Many cities are wondering how to solve this issue. However, they might not have the full picture because road crash statistics tend to be reported in a victim-centered way.
There are detailed statistics on the distributions of victim demographics such as age or gender, but this neglects necessary information for answering two important questions towards better crash prevention: (1) Who causes the crashes? (2) Why do crashes happen?
The first question can be explored via the so-called casualty matrix. It shows the casualties between all combinations of different traffic participants, for example the threat of cars on cars, of cars on pedestrians, or the threat of trucks on cyclists.

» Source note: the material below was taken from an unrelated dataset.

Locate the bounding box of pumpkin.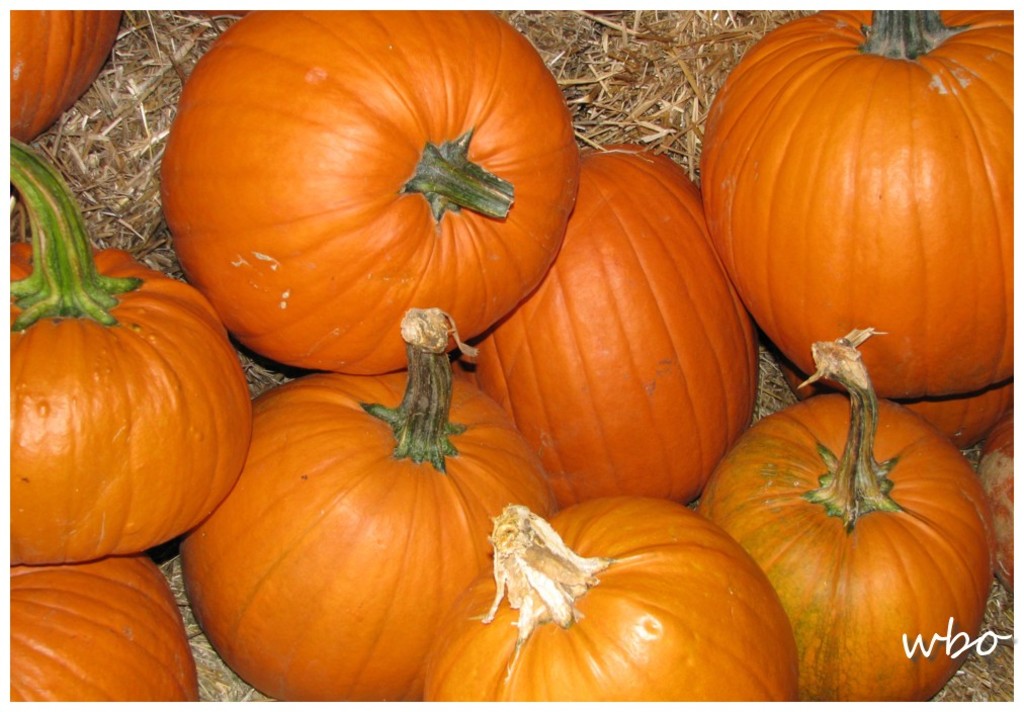
Bounding box: 6 551 200 703.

As has been previously shown in an impressive data visualization by a Dutch journalist and researcher team, the by far biggest threat to human life on urban streets in the Netherlands is motorized vehicles – cars and trucks – while cyclists and pedestrians are overwhelmingly their victims and harmless.
This sounds plausible, but a systematic, quantitative study over multiple countries has been missing.
The second question – Why do crashes happen? – is much harder to answer. Generally, crashes happen in an interplay between the individual behaviors of crash participants and their environments.
Environmental features like the extent of pedestrian areas, cycling tracks or speed limits are easier to collect than behavioral data, therefore their relation to road user risk could be explored in a straightforward way.
And because the environment can be changed or regulated by decision makers, they can be held responsible to act.
To support with evidence such actions towards making cities safer, the OECD recently called for developing a modern approach to road safety: (1) collect and analyze crash data from a larger set of cities, (2) investigate the relationships between urban shape, density, speeds, and road user risk, and (3) analyze casualty matrices.
Inspired by these OECD recommendations and the Dutch data visualization, in our work we collected crash data from 24 cities in 5 European countries with high enough resolution to build and explore casualty matrices, to quantify road safety in a systemic approach, and to identify those urban features that are most relevant, especially for vulnerable road users like pedestrians who are known to be disproportionally impacted.
Exploring the casualty matrices first, we found the same overall picture as our Dutch colleagues – see Fig. 1: Cars are the most substantial hazard.